Connecting a Harbour Drive tram service to Rodney Degens' long-ago-proposed commuter rail service on the existing train line, to villages to the north and south of Coffs, is a no-brainer. You'd see a huge increase in local trade, which would also reduce the current losses to the supermarket duopoly and parasitic mall barons. With fares set at a reasonable level and services through the evening, you'd get much less drink driving, and a healthier community generally, with people walking to the nearest station rather than driving door-to-door from home to the mall.

And I agree with [previous and prolific commentor] picman2; the hideous CBD needs be bulldozed and rebuilt from scratch to human scale, rather than multi-story carpark scale. I never thought I would see the words "I agree with picman2", much less write them myself. The situation is that bad.

Then a reply from picman2, asserting that: "The CBD should be very modern with multi levels though.
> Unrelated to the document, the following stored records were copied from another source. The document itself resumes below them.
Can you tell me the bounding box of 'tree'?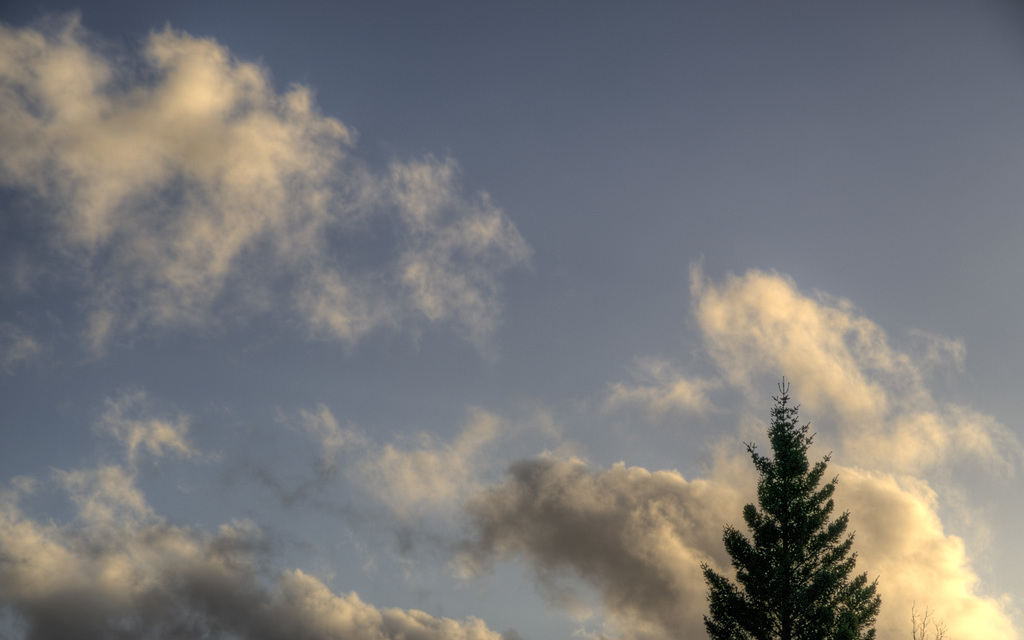
detection(716, 394, 877, 639).
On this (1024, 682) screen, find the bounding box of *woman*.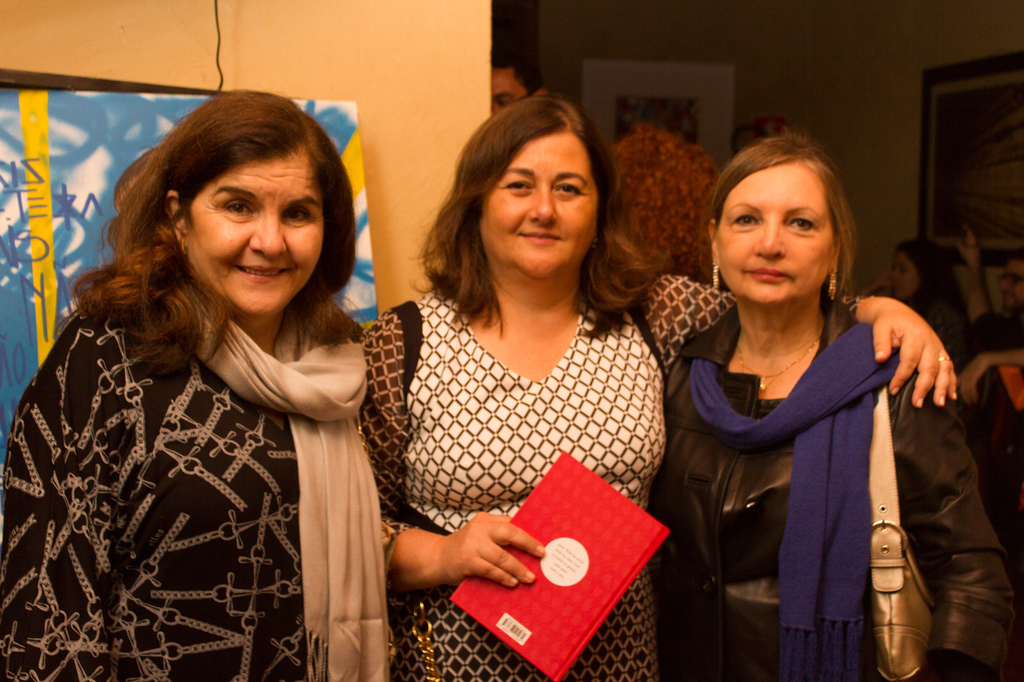
Bounding box: bbox=(605, 129, 725, 280).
Coffs Harbour has no real historic streets of store buildings to protect so they may as well go ultra modern." To which I replied:

There's nothing modern about shopping malls. As pointless overconsumption shifts to Ebay and Amazon, big box malls are becoming white elephants. Planners need to think about creating nice places to spend time in, in order to retain some semblance of a local retail economy. Otherwise consumers will retreat to their Colorbond fortresses to wait for their packages of tomorrow's garbage to arrive from cyberspace.

Saturday, 24 November 2012 - 1:01pm

Published by Matthew Davidson on Sat, 24/11/2012 - 1:01pm in

Let's look at the constitution of this latest brains trust:

  • A Coffs CBD landlord who is doing very well thank you out of the status quo,
  • A shopping mall architect,
  • A builder who cheerfully admits decades of responsibility for metastasising the Group Cex Club, the biggest and ugliest concrete bunker in the region,
  • GM of property speculators Gowings, a company so lethally parasitic they were able to suck the life out of the oldest and most respected retailer in Sydney.

I admit I can't imagine how the Coffs CBD could possibly be a more depressing place, but I daresay these fellows could.